The annual Wave Weavers’ Tournament had just begun. Racers from a hundred worlds gathered on the floating platform of Echo Station, their ships shaped like origami cranes, spiraling seashells, and glowing jellyfish. But the favorite to win was a young, scrappy pilot named Kaelen from a small asteroid mining colony. Kaelen didn’t have the fastest ship or the most expensive tech. What he had was a tarnished old board called the Humble Hummingbird —a wave-surfing vessel that looked like a piece of scrap metal with a seat.
He emerged on the other side, alone, with the finish line glittering ahead.
Kaelen made a choice.
“I did win,” Kaelen replied, watching the space waves pulse gently beneath them, like the galaxy’s own quiet laughter. “I learned that the craziest game isn’t about beating others. It’s about making sure no one has to float alone.”
Instead of accelerating, Kaelen cut his thrusters. The Humble Hummingbird drifted into the loop’s edge. He leaned left, then right, feeling the wave’s rhythm like a heartbeat. The loop wasn’t an obstacle—it was a door. At the exact moment the wave curled over itself, Kaelen fired a single, soft burst of energy. The board slipped through the knot like a thread through a needle’s eye.
The crowd was silent. Then Mira raised Kaelen’s hand. The announcer’s voice boomed: “For the first time in Drift history, we have two winners. Not for speed—but for the crazy, impossible act of turning a race into a rescue.”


#### ASSIGNMENT:
An exact copy of every record below is needed, with the pictures left out.

----- RECORDS PROVIDED -----

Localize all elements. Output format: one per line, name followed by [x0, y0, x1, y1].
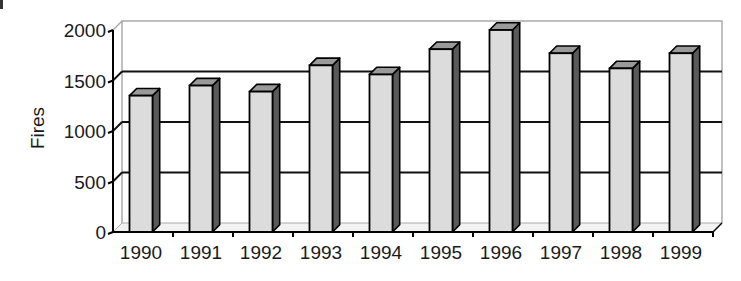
bar-1991: [190, 78, 220, 232]
x-tick-label: 1999: [660, 242, 702, 263]
fires-bar-chart: 0500100015002000 19901991199219931994199…: [0, 0, 741, 281]
bar-1997: [550, 46, 580, 232]
x-tick-label: 1993: [300, 242, 342, 263]
x-tick-label: 1990: [120, 242, 162, 263]
x-tick-label: 1998: [600, 242, 642, 263]
y-axis-title: Fires: [27, 107, 48, 149]
x-tick-label: 1997: [540, 242, 582, 263]
bar-1994: [370, 67, 400, 232]
y-tick-label: 0: [95, 222, 106, 243]
bar-1999: [670, 46, 700, 232]
y-tick-label: 500: [74, 172, 106, 193]
y-tick-label: 1500: [64, 71, 106, 92]
x-tick-label: 1995: [420, 242, 462, 263]
y-tick-label: 1000: [64, 121, 106, 142]
y-axis-ticks: 0500100015002000: [64, 20, 113, 243]
x-axis-ticks: 1990199119921993199419951996199719981999: [120, 232, 713, 263]
bar-1993: [310, 58, 340, 232]
bars: [130, 23, 700, 232]
bar-1990: [130, 88, 160, 232]
bar-1995: [430, 42, 460, 232]
bar-1992: [250, 84, 280, 232]
x-tick-label: 1994: [360, 242, 403, 263]
y-tick-label: 2000: [64, 20, 106, 41]
x-tick-label: 1992: [240, 242, 282, 263]
x-tick-label: 1991: [180, 242, 222, 263]
x-tick-label: 1996: [480, 242, 522, 263]
bar-1996: [490, 23, 520, 232]
bar-1998: [610, 61, 640, 232]
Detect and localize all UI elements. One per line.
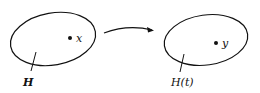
right-point-label: y xyxy=(221,37,229,50)
set-mapping-diagram: x H y H(t) xyxy=(0,0,260,93)
left-point-dot xyxy=(68,36,72,40)
left-set-ellipse xyxy=(6,6,100,72)
left-point-label: x xyxy=(76,32,83,45)
mapping-arrow xyxy=(104,28,152,33)
diagram-canvas: x H y H(t) xyxy=(0,0,260,93)
right-point-dot xyxy=(214,41,218,45)
left-set-leader-line xyxy=(31,52,36,71)
left-set-label: H xyxy=(22,76,34,89)
right-set-label: H(t) xyxy=(170,76,194,89)
right-set-ellipse xyxy=(161,9,251,70)
arrowhead-icon xyxy=(147,27,154,33)
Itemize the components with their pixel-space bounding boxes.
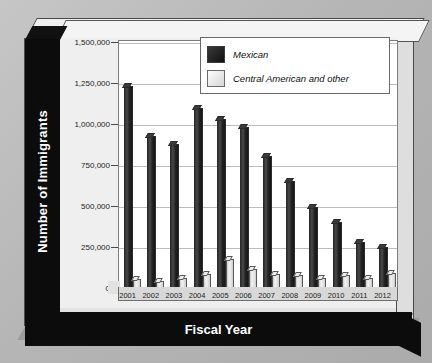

-----

#### EXERCISE RESULT:
Localize all elements. Output format: one per line, name followed by [x0, y0, x1, y1].
bar-1991: [190, 78, 220, 232]
x-tick-label: 1999: [660, 242, 702, 263]
fires-bar-chart: 0500100015002000 19901991199219931994199…: [0, 0, 741, 281]
bar-1997: [550, 46, 580, 232]
x-tick-label: 1993: [300, 242, 342, 263]
x-tick-label: 1990: [120, 242, 162, 263]
x-tick-label: 1998: [600, 242, 642, 263]
y-axis-title: Fires: [27, 107, 48, 149]
x-tick-label: 1997: [540, 242, 582, 263]
bar-1994: [370, 67, 400, 232]
y-tick-label: 0: [95, 222, 106, 243]
bar-1999: [670, 46, 700, 232]
y-tick-label: 500: [74, 172, 106, 193]
y-tick-label: 1500: [64, 71, 106, 92]
x-tick-label: 1995: [420, 242, 462, 263]
y-tick-label: 1000: [64, 121, 106, 142]
y-axis-ticks: 0500100015002000: [64, 20, 113, 243]
x-axis-ticks: 1990199119921993199419951996199719981999: [120, 232, 713, 263]
bar-1993: [310, 58, 340, 232]
bars: [130, 23, 700, 232]
bar-1990: [130, 88, 160, 232]
bar-1995: [430, 42, 460, 232]
bar-1992: [250, 84, 280, 232]
x-tick-label: 1994: [360, 242, 403, 263]
y-tick-label: 2000: [64, 20, 106, 41]
x-tick-label: 1992: [240, 242, 282, 263]
x-tick-label: 1991: [180, 242, 222, 263]
x-tick-label: 1996: [480, 242, 522, 263]
bar-1996: [490, 23, 520, 232]
bar-1998: [610, 61, 640, 232]
Detect and localize all UI elements. One per line.
right-point-label: y xyxy=(221,37,229,50)
set-mapping-diagram: x H y H(t) xyxy=(0,0,260,93)
left-point-dot xyxy=(68,36,72,40)
left-set-ellipse xyxy=(6,6,100,72)
left-point-label: x xyxy=(76,32,83,45)
mapping-arrow xyxy=(104,28,152,33)
diagram-canvas: x H y H(t) xyxy=(0,0,260,93)
right-point-dot xyxy=(214,41,218,45)
left-set-leader-line xyxy=(31,52,36,71)
left-set-label: H xyxy=(22,76,34,89)
right-set-label: H(t) xyxy=(170,76,194,89)
right-set-ellipse xyxy=(161,9,251,70)
arrowhead-icon xyxy=(147,27,154,33)
Itemize the components with their pixel-space bounding boxes.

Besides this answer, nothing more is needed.